The Back Yard

I work for a coalition of birds, squirrels, raccoons and bees. In winter I feed them as necessary and watch over them from my window overlooking the back yard. In summer I often watch over them from my chair poolside. In the Spring I welcome the newborn and I encourage and watch the bees pollinating the raspberries.

Don’t tell the others, but the bees are my favorites. An arms length away I have a small net with a long pole I use for bee rescue. The little bee girls often skim over the pool to get water. Sometimes they fly so low that they dip into the water and can’t get out. They float there buzzing, raising tiny waves. If I am not there they drown. If I am there I jump up and grab my net to save them. I shake them out of the net carefully on to a sunny place on the pool deck. They stagger around until their wings dry and then they get back to work in the raspberries. No thanks are given nor are they expected.

Sometimes I carefully work my way into the raspberry patch to watch the bees at close range. I have never been stung and do not expect to ever be stung unless I do something clumsy or stupid. They are my buddies.

Birds

I am not what you might call a birder. I am not an expert and I don’t even know the names of some that come to the feeder, but I like to watch the birds in all seasons. Regularly I have junco, nuthatch, song sparrow, towhee, chickadee, mourning dove, flicker, blue jays (those we call the Cops). Occasionally we see an exotic bird out of his\her normal range. This happens a lot in big snow years when the migrating mountain birds have to wait down here in the valley until the snow melts. We even have a Coopers Hawk that comes around to pick off a small bird or two. If I am there I chase him but then I am conflicted. Hawks must eat like all of us. I just don’t like them to eat my birds

My French wife and I often give our critters French names. I especially like the ‘lutan joyeuse’. This name means jolly little elf. Their English name is bushtit. They come in flocks to eat their suet, crawling all over each other in a noisy joyous way. Then they disappear as quickly as they came.

Squirrels

There are three different breeds of squirrels here in the back yard. The northwest red squirrels are the native species, the fox and gray squirrels have been imported from the east. We take care of them all.

I like to watch all the different squirrels. The northwest are tiny squirrels. They do not run, crawl or walk. They bounce on their toes like a boxer. They are much faster and quicker than the others and are fierce in defending their feeder. The other squirrels are afraid of them despite the fact that they are only half the size of the others.

We take care of a big fox squirrel family named Bubul which means in French slang ‘chubby’ due to their weakness for sunflower seeds. Bubul himself is the father of the clan. His wife and daughter are both called Bubulette because we can’t tell them apart. We don’t even know how many there are. They are especially beautiful in their brown and tan fur. They are a bit lazy.

The Gray squirrels are not so beautiful nor are they particularly quick, but they are fun. They hang by their toes on the deck rail to stretch to the feeder a few inches below and away. They have created a new Yoga Asana that we call ‘downward squirrel with half twist’. However they often fall out of the pose and are caught by the Wisteria vine.

All of them together serve as the television we don’t have. They are very entertaining at breakfast and lunch.

Raccoons

Sometimes we have Raccoons around and sometimes we don’t. They have a terrible habit of getting run over by cars. Right now I am looking out back and see that the birdbath was toppled again last night so I know the raccoons are still coming around.

I think they feel welcome here because as a boy I had raised a baby raccoon after finding him crying for his mom who was laying dead on the road. In raising the baby I learned the warbling language of raccoons. It sounds more like a bird call than the language of a furry creature but I speak it reasonably well.

A grown man now, when I see raccoons in the yard I talk to them and they seem to take it as an invitation.   Because of the raccoons I no longer plant corn in the garden because they always beat me to the ears of corn when they ripen.

The Mountain Lion

One night a few years ago I had a visit from a mountain lion. I did not see it but I know this because when I got up on a snowy winter day I saw only one set of large tracks going across the covered swimming pool. Normally I would have expected to see a bunch of squirrel and raccoon tracks. But there were no other tracks at all. The big tracks ended about six feet from the back fence. The snow was knocked off the top of the fence where the tracks ended. Apparently the big cat had sailed over the fence.

I took some pictures of the tracks and gave them to a trapper I know. I poked a pencil into the snow beside a track to give him some sense of scale. He confirmed the tracks were mountain lion tracks. He told me that there were lots of lions well inside the city limits of Portland Oregon. “You don’t see them much but they are there. Do you see all those signs posted on telephone poles for a lost cat or dog? Well I can tell you that in many cases Fluffy is not ever coming home.”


• [Task to complete]: The full listing, exactly as written and with no images, is the expected output.

----- Data

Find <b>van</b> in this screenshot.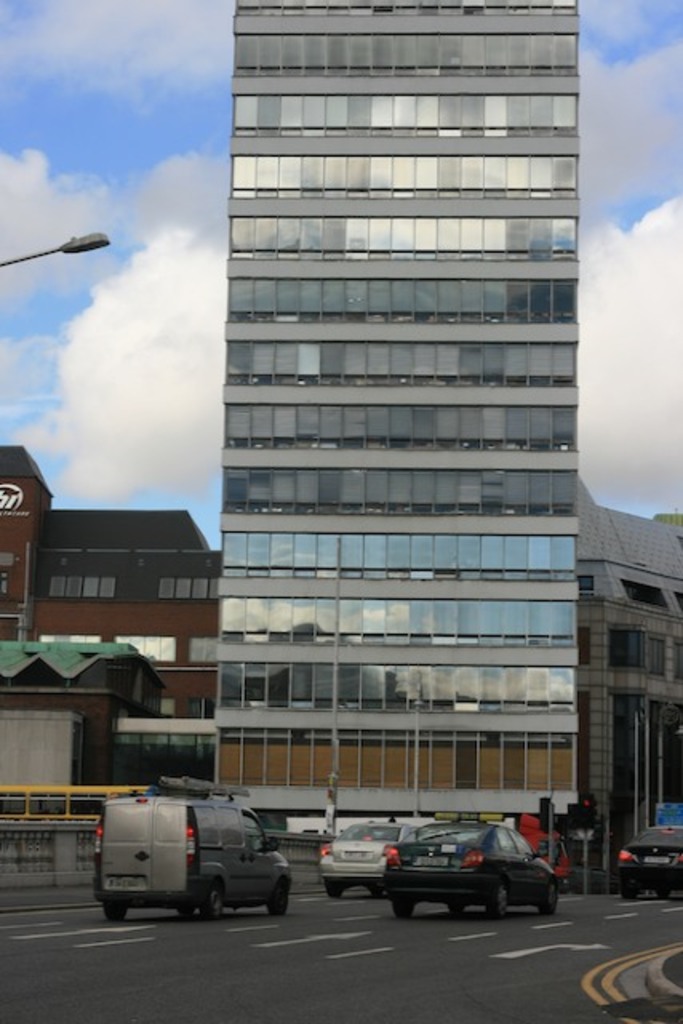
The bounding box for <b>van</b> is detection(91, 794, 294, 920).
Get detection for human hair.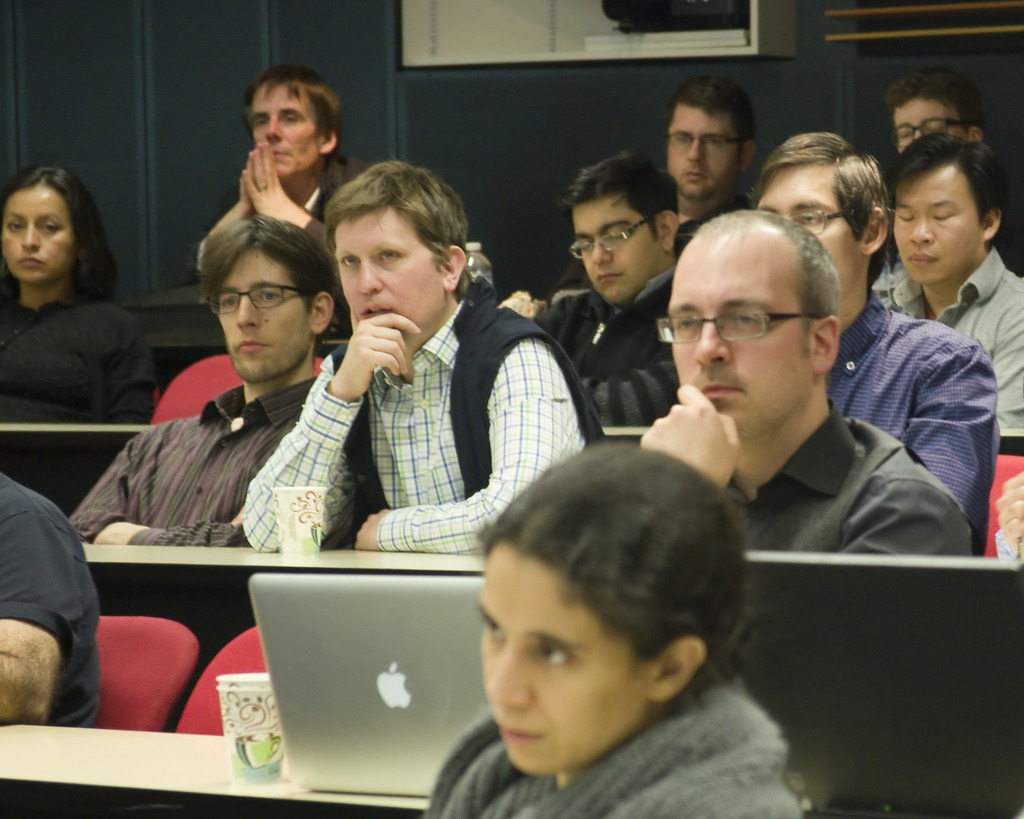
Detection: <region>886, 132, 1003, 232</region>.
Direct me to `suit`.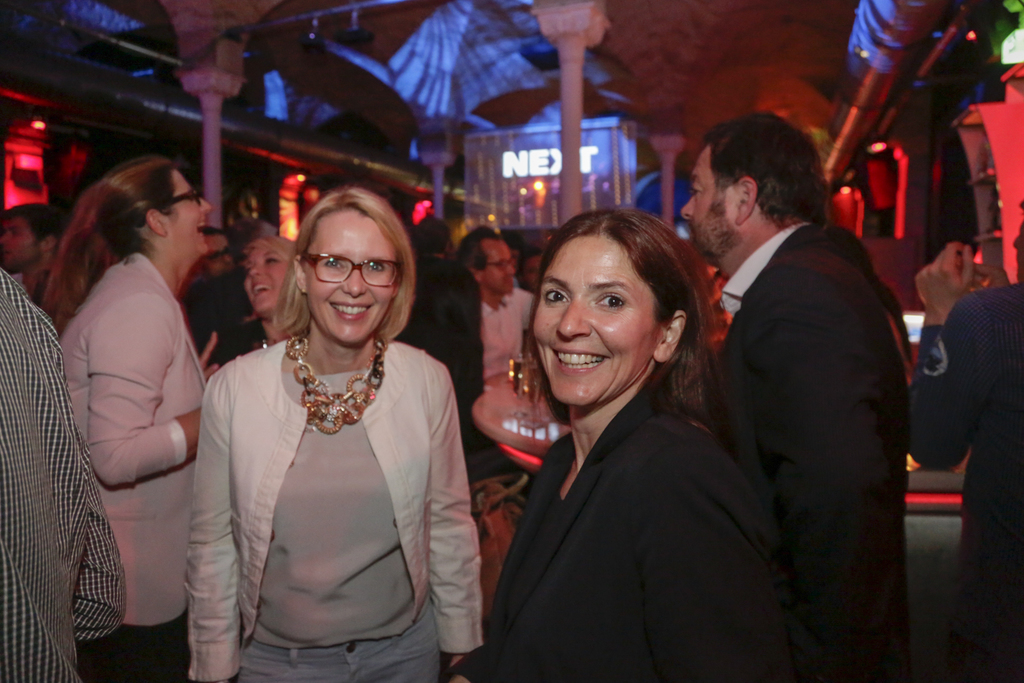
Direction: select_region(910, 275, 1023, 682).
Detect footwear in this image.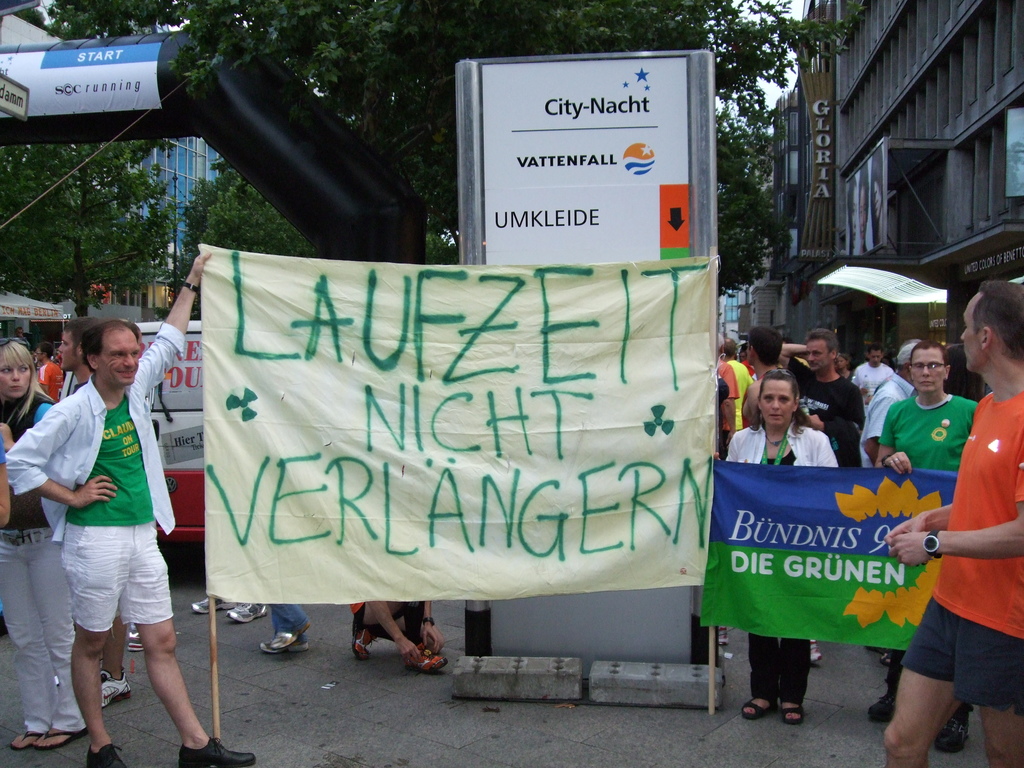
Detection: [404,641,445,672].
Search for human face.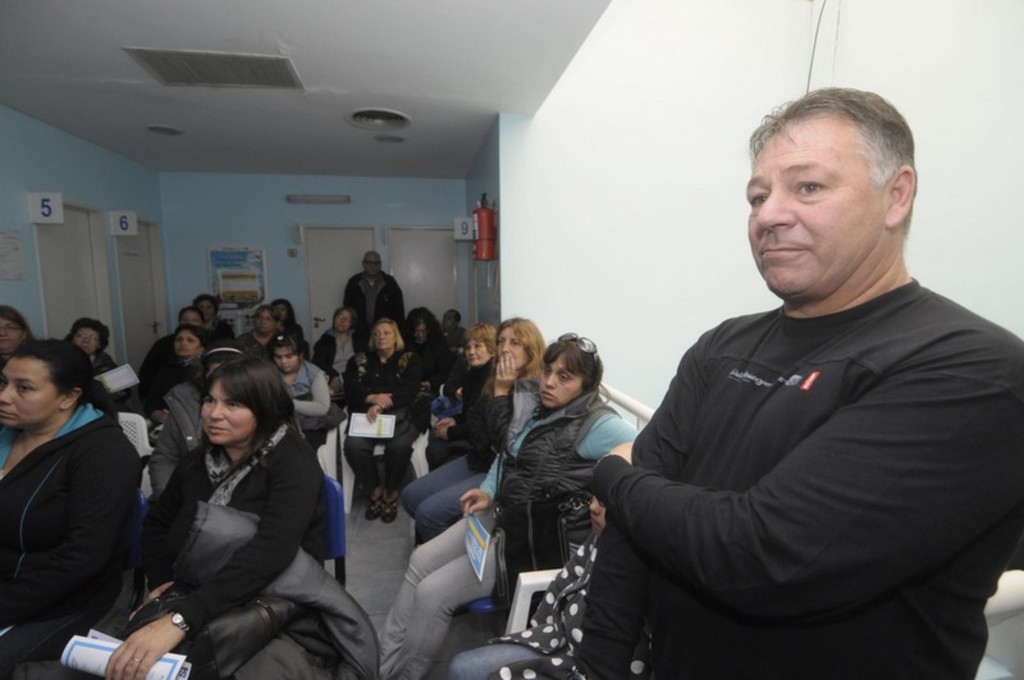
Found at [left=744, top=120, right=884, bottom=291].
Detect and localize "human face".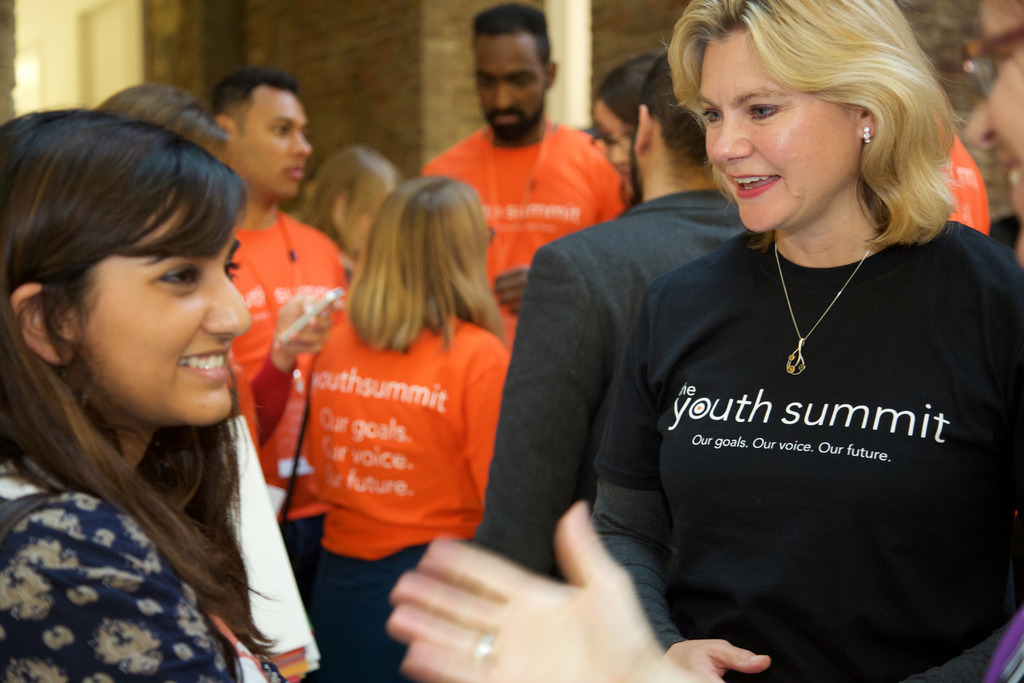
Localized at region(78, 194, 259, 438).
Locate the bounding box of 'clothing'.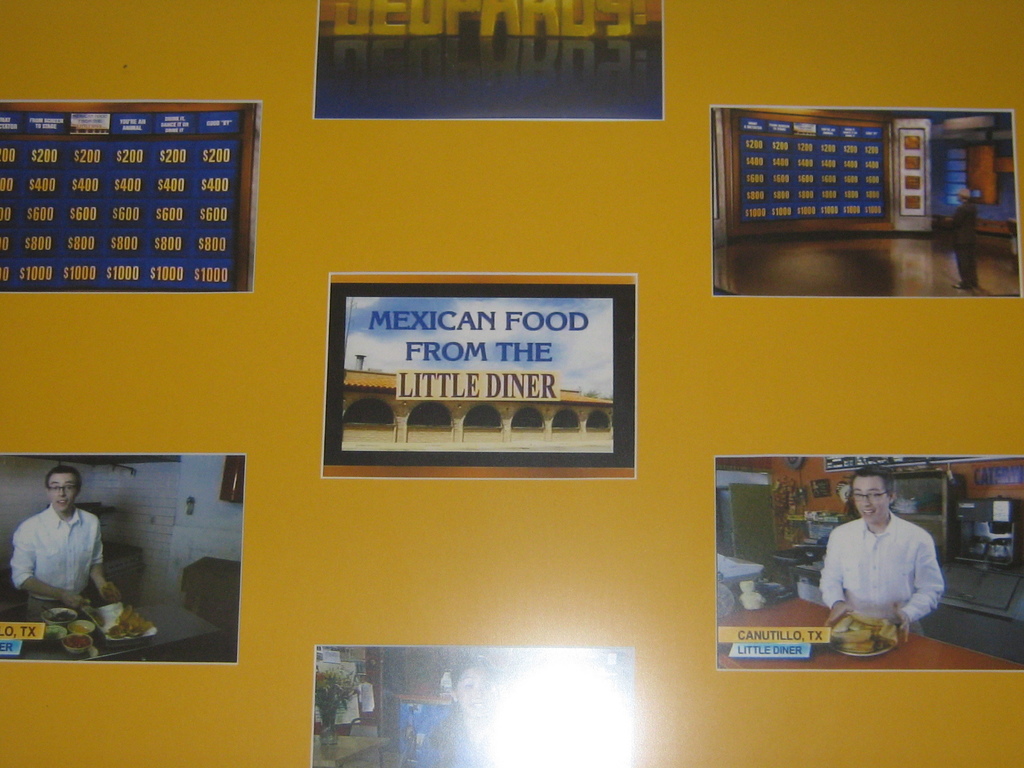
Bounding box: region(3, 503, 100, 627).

----------

• [Answer area]:
Find <b>van</b> in this screenshot.
The bounding box for <b>van</b> is detection(91, 794, 294, 920).
Get detection for human hair.
Detection: <region>886, 132, 1003, 232</region>.
Direct me to `suit`.
Direction: select_region(910, 275, 1023, 682).
Detect footwear in this image.
Detection: [404,641,445,672].
Search for human face.
Found at [left=744, top=120, right=884, bottom=291].
Detect and localize "human face".
Localized at region(78, 194, 259, 438).
Locate the bounding box of 'clothing'.
Bounding box: region(3, 503, 100, 627).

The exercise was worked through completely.